Curtis Sliwa, the Guardian Angels founder, flamboyant radio host and Republican nominee for mayor, has been an inescapable fixture of life in New York City for decades.
But when he strolled into the Lower Manhattan offices of an important business group recently, its chief executive literally did a double take.
Mr. Sliwa had swapped out his familiar sateen Guardian Angels jacket for a dark suit. And on his head, where a swooping red beret has sat almost every day of his adult life, there was only a cap-shaped tan line and balding pate.
“He stuck out his hand, and I looked at him and said, ‘Oh my god!’” said Kathryn S. Wylde, the longtime leader of the group, the Partnership for New York City. “‘I didn’t recognize you.’”

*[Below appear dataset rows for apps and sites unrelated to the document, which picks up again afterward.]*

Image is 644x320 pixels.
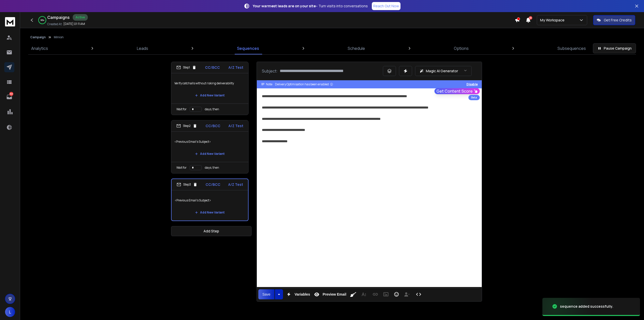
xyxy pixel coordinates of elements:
p: [DATE] 01:11 AM [63,22,85,26]
span: Variables [293,292,311,296]
p: Sequences [237,45,259,51]
a: Analytics [28,42,51,55]
button: Add Step [171,226,252,236]
button: Clean HTML [349,289,358,299]
button: Add New Variant [191,149,229,159]
p: Magic AI Generator [426,68,458,73]
button: Disable [467,82,478,86]
p: A/Z Test [228,182,243,187]
h1: Campaigns [47,14,69,20]
a: Options [451,42,472,55]
p: Verify catchalls without risking deliverability [174,76,245,91]
span: 50 [529,16,532,20]
button: Pause Campaign [593,43,636,53]
p: Schedule [348,45,365,51]
button: Add New Variant [191,207,229,217]
button: Insert Link (Ctrl+K) [370,289,380,299]
p: A/Z Test [228,123,243,128]
a: Sequences [234,42,262,55]
button: Save [259,289,275,299]
div: Step 3 [177,182,197,187]
p: CC/BCC [205,65,220,70]
p: A/Z Test [228,65,243,70]
span: Preview Email [321,292,347,296]
p: <Previous Email's Subject> [175,193,245,207]
button: Get Content Score [435,88,480,94]
div: Step 2 [176,123,197,128]
a: 163 [4,92,14,102]
a: Subsequences [555,42,589,55]
p: 99 % [40,19,44,22]
div: sequence added successfully. [560,304,614,309]
strong: Your warmest leads are on your site [253,4,316,8]
p: days, then [205,107,219,111]
button: Magic AI Generator [415,66,472,76]
p: My Workspace [540,17,566,23]
div: Step 1 [176,65,197,69]
p: Wait for [176,166,187,169]
p: Reach Out Now [373,4,399,9]
button: Insert Image (Ctrl+P) [382,289,391,299]
p: Options [454,45,469,51]
button: Preview Email [312,289,347,299]
p: Wait for [176,107,187,111]
button: More Text [359,289,369,299]
span: Note: [266,82,273,86]
button: Emoticons [392,289,401,299]
button: Add New Variant [191,91,229,100]
p: Minion [54,35,64,39]
p: Leads [137,45,148,51]
div: Beta [468,95,480,100]
p: CC/BCC [205,123,220,128]
button: Insert Unsubscribe Link [403,289,412,299]
button: Campaign [30,35,46,39]
button: Code View [414,289,424,299]
div: Active [73,14,88,20]
button: L [5,306,15,317]
p: 163 [9,92,13,96]
li: Step2CC/BCCA/Z Test<Previous Email's Subject>Add New VariantWait fordays, then [171,120,249,173]
a: Schedule [345,42,368,55]
p: Subsequences [558,45,586,51]
p: Subject: [262,68,278,74]
p: Created At: [47,22,63,26]
p: <Previous Email's Subject> [174,135,245,149]
p: Analytics [31,45,48,51]
button: Get Free Credits [593,15,635,25]
img: logo [5,17,15,27]
a: Reach Out Now [372,2,401,10]
li: Step1CC/BCCA/Z TestVerify catchalls without risking deliverabilityAdd New VariantWait fordays, then [171,61,249,115]
p: – Turn visits into conversations [253,4,368,9]
li: Step3CC/BCCA/Z Test<Previous Email's Subject>Add New Variant [171,179,249,221]
button: Variables [284,289,311,299]
a: Leads [134,42,151,55]
div: Delivery Optimisation has been enabled [275,82,333,86]
p: Get Free Credits [604,17,632,23]
p: days, then [205,166,219,169]
p: CC/BCC [205,182,220,187]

In a city rich with sartorial symbols, few have been more memorable than Mr. Sliwa’s ruby red headpiece. It helped the Guardian Angels, his subway patrol group, gain notoriety in the 1970s; was his uniform for a career in television and radio and provided an unofficial motif for his unsuccessful first run for mayor in 2021.
Yet as he takes a second, seemingly more viable run at City Hall, Mr. Sliwa, 71, is beginning to show up without it. Certainly not always, but especially for meetings with business leaders, union officials and others he has deemed to be serious people. He has pledged to keep it off permanently if he is elected in November.